Mergence Investment Managers filed an urgent application at the High Court in Lesotho’s capital, Maseru, on February 9, for the Lesotho Tribune to delete published articles and block the publication of additional articles in a planned eight-part investigative series, according to court documents reviewed by CPJ and the publication’s owner, Phafane Nkotsi. The articles were about alleged corruption by Mergence in connection to Lesotho’s civil servants’ pension fund.

Mergence also asked the court to order the closure of Lesotho Tribune, arguing that the paper did not have the appropriate registration to operate. According to CPJ’s review of the certificate from Lesotho’s Office of the Registrar General, the newspaper’s registration is current and has been since August 10, 2021.

The court dismissed Mergence’s applications on March 22, Nkotsi said, adding that the outlet still faces a defamation lawsuit from the investment firm, filed on February 7, in which it is seeking 10 million loti (US$538,000) in relation to the investigative series, according to Nkotsi and a statement by the Lesotho chapter of the press freedom group the Media Institute of Southern Africa (MISA).

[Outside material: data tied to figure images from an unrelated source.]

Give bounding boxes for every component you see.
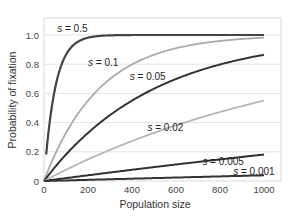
- y-tick-label: 0.8: [26, 59, 39, 70]
- curve-0.5: [46, 35, 264, 155]
- curve-label: s = 0.1: [88, 57, 119, 68]
- curve-label: s = 0.05: [130, 71, 166, 82]
- x-tick-label: 400: [124, 184, 140, 195]
- x-tick-label: 1000: [253, 184, 274, 195]
- curve-label: s = 0.5: [57, 23, 88, 34]
- x-tick-label: 200: [80, 184, 96, 195]
- x-axis-label: Population size: [119, 198, 190, 210]
- y-tick-label: 0: [34, 176, 39, 187]
- curve-label: s = 0.001: [233, 166, 275, 177]
- x-tick-label: 800: [212, 184, 228, 195]
- y-axis-ticks: 00.20.40.60.81.0: [26, 30, 39, 187]
- curve-labels: s = 0.5s = 0.1s = 0.05s = 0.02s = 0.005s…: [57, 23, 275, 177]
- x-axis-ticks: 02004006008001000: [41, 184, 274, 195]
- curve-0.02: [44, 101, 264, 181]
- fixation-probability-chart: 00.20.40.60.81.0 02004006008001000 s = 0…: [0, 0, 294, 221]
- y-tick-label: 0.6: [26, 88, 39, 99]
- curve-label: s = 0.02: [147, 122, 183, 133]
- y-tick-label: 0.2: [26, 146, 39, 157]
- y-tick-label: 1.0: [26, 30, 39, 41]
- x-tick-label: 0: [41, 184, 46, 195]
- y-tick-label: 0.4: [26, 117, 39, 128]
- y-axis-label: Probability of fixation: [6, 51, 18, 148]
- x-tick-label: 600: [168, 184, 184, 195]
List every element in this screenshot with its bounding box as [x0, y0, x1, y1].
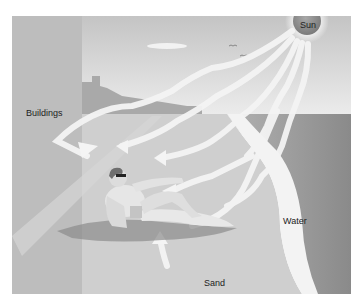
- sunglasses-icon: [116, 174, 126, 177]
- label-buildings: Buildings: [26, 108, 63, 118]
- label-water: Water: [283, 216, 307, 226]
- scene-graphic: [12, 16, 351, 294]
- label-sand: Sand: [204, 278, 225, 288]
- label-sun: Sun: [300, 20, 316, 30]
- cloud: [147, 43, 187, 49]
- sun-reflection-illustration: Buildings Sun Water Sand: [12, 16, 351, 294]
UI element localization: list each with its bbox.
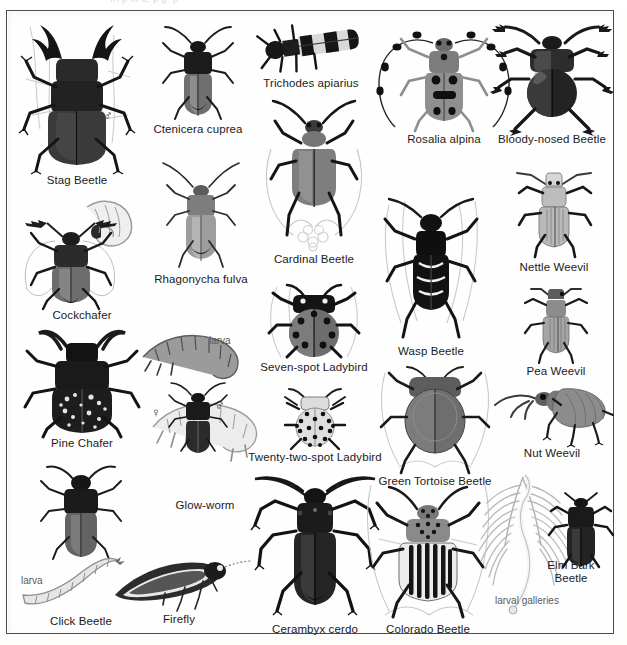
seven-spot-ladybird-illustration <box>247 283 381 361</box>
nettle-weevil-illustration <box>501 169 607 261</box>
trichodes-apiarius-caption: Trichodes apiarius <box>251 77 371 90</box>
specimen-rhagonycha-fulva[interactable]: Rhagonycha fulva <box>147 161 255 286</box>
wasp-beetle-caption: Wasp Beetle <box>365 345 497 358</box>
specimen-bloody-nosed-beetle[interactable]: Bloody-nosed Beetle <box>491 21 613 146</box>
specimen-cardinal-beetle[interactable]: Cardinal Beetle <box>253 95 375 266</box>
plate-frame: ♂ Stag Beetle <box>6 10 614 634</box>
colorado-beetle-caption: Colorado Beetle <box>355 623 501 636</box>
wasp-beetle-illustration <box>365 197 497 345</box>
green-tortoise-beetle-illustration <box>365 367 505 475</box>
trichodes-apiarius-illustration <box>251 17 371 77</box>
specimen-elm-bark-beetle[interactable]: larval galleries Elm Bark Beetle <box>469 463 617 619</box>
specimen-pea-weevil[interactable]: Pea Weevil <box>505 287 607 378</box>
specimen-nettle-weevil[interactable]: Nettle Weevil <box>501 169 607 274</box>
firefly-illustration: ♂ <box>107 551 251 613</box>
glow-worm-larva-label: larva <box>209 335 231 346</box>
specimen-ctenicera-cuprea[interactable]: Ctenicera cuprea <box>145 25 251 136</box>
larval-galleries-label: larval galleries <box>495 595 559 606</box>
nut-weevil-caption: Nut Weevil <box>489 447 615 460</box>
specimen-cockchafer[interactable]: Cockchafer <box>21 197 143 322</box>
elm-bark-beetle-caption: Elm Bark Beetle <box>531 559 611 585</box>
cardinal-beetle-caption: Cardinal Beetle <box>253 253 375 266</box>
pea-weevil-illustration <box>505 287 607 365</box>
elm-bark-beetle-illustration: larval galleries <box>469 463 617 619</box>
click-beetle-larva-label: larva <box>21 575 43 586</box>
rhagonycha-fulva-illustration <box>147 161 255 273</box>
nut-weevil-illustration <box>489 381 615 447</box>
bloody-nosed-beetle-caption: Bloody-nosed Beetle <box>491 133 613 146</box>
specimen-stag-beetle[interactable]: ♂ Stag Beetle <box>17 19 137 187</box>
specimen-wasp-beetle[interactable]: Wasp Beetle <box>365 197 497 358</box>
specimen-col2-male-beetle: ♂ <box>157 381 247 457</box>
specimen-nut-weevil[interactable]: Nut Weevil <box>489 381 615 460</box>
cockchafer-illustration <box>21 197 143 309</box>
small-dark-beetle-illustration: ♂ <box>157 381 247 457</box>
specimen-trichodes-apiarius[interactable]: Trichodes apiarius <box>251 17 371 90</box>
stag-beetle-illustration: ♂ <box>18 19 136 174</box>
pea-weevil-caption: Pea Weevil <box>505 365 607 378</box>
nettle-weevil-caption: Nettle Weevil <box>501 261 607 274</box>
stag-beetle-caption: Stag Beetle <box>17 174 137 187</box>
specimen-firefly[interactable]: ♂ Firefly <box>107 551 251 626</box>
firefly-caption: Firefly <box>107 613 251 626</box>
ctenicera-cuprea-illustration <box>145 25 251 123</box>
rhagonycha-fulva-caption: Rhagonycha fulva <box>147 273 255 286</box>
beetle-plate: tri p m a, p g. p <box>0 0 627 645</box>
larval-galleries-art <box>479 475 568 614</box>
scan-ghost-text: tri p m a, p g. p <box>110 0 179 4</box>
stag-beetle-sex-symbol: ♂ <box>103 109 113 122</box>
col2-male-sex-symbol: ♂ <box>215 399 225 412</box>
seven-spot-ladybird-caption: Seven-spot Ladybird <box>247 361 381 374</box>
cardinal-beetle-illustration <box>253 95 375 253</box>
scan-top-strip: tri p m a, p g. p <box>0 0 627 10</box>
specimen-seven-spot-ladybird[interactable]: Seven-spot Ladybird <box>247 283 381 374</box>
bloody-nosed-beetle-illustration <box>491 21 613 133</box>
ctenicera-cuprea-caption: Ctenicera cuprea <box>145 123 251 136</box>
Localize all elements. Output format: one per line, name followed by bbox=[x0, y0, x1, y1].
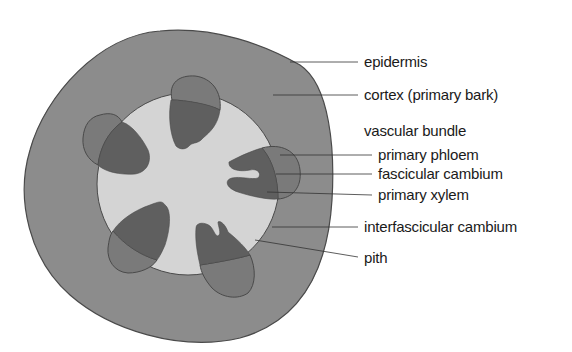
label-fascicular-cambium: fascicular cambium bbox=[378, 165, 503, 183]
label-pith: pith bbox=[364, 249, 387, 267]
label-epidermis: epidermis bbox=[364, 53, 427, 71]
label-cortex: cortex (primary bark) bbox=[364, 86, 498, 104]
label-interfascicular-cambium: interfascicular cambium bbox=[364, 218, 517, 236]
label-primary-phloem: primary phloem bbox=[378, 146, 479, 164]
label-vascular-bundle: vascular bundle bbox=[364, 122, 466, 140]
label-primary-xylem: primary xylem bbox=[378, 186, 469, 204]
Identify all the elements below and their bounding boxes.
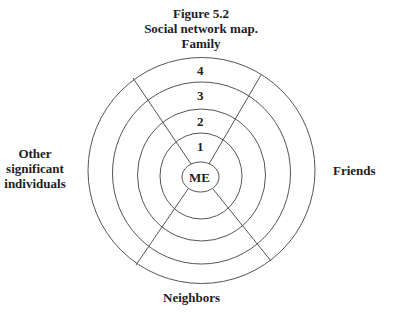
ring-label-3: 3 bbox=[197, 88, 204, 103]
ring-label-1: 1 bbox=[197, 139, 204, 154]
ring-label-4: 4 bbox=[197, 63, 204, 78]
social-network-diagram bbox=[0, 0, 396, 318]
divider-lower-right bbox=[213, 189, 271, 261]
ring-label-2: 2 bbox=[197, 114, 204, 129]
divider-lower-left bbox=[136, 189, 188, 265]
center-label-me: ME bbox=[189, 170, 210, 185]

The suit is still pending, and a hearing has yet to be scheduled, he said.

Matshona Libalele Mlungwana, a communication officer with the Public Officers’ Defined Contribution Pension Fund, declined to comment, saying that the fund had no interest in the case against Lesotho Tribune.

CPJ could not identify contact information for Mergence’s Lesotho offices. CPJ’s phone calls to Mergence’s South African numbers to request comment went unanswered.

In a separate case, Lesotho’s former police commissioner, Holomo Molibeli, filed an urgent application on March 18 asking the High Court to shut down Lesotho Times on the grounds that the newspaper was operating without the appropriate registration license and to order the outlet to pay unstated damages for defamation, according to a report by the newspaper and court documents, reviewed by CPJ. 

Molibeli accused the newspaper of defaming him in a March 7 report about allegations that he covered up fraud at a local energy company while serving as a police commissioner. The allegations were part of filings in a separate criminal case in which two local businessmen are accused of defrauding the energy company, according to a report by Lesotho Times, which said Molibeli denied the accusations.

On March 27, the High Court dismissed the application, according to Lesotho Times owner Basildon Peta and a report by the state-owned Lesotho News Agency. The court said the defamation suit was not urgent and could be heard at an undetermined date in the future, according to Peta. 

Reached by phone, Molibeli declined to comment.

Source of original article: Africa Archives – Committee to Protect Journalists (cpj.org).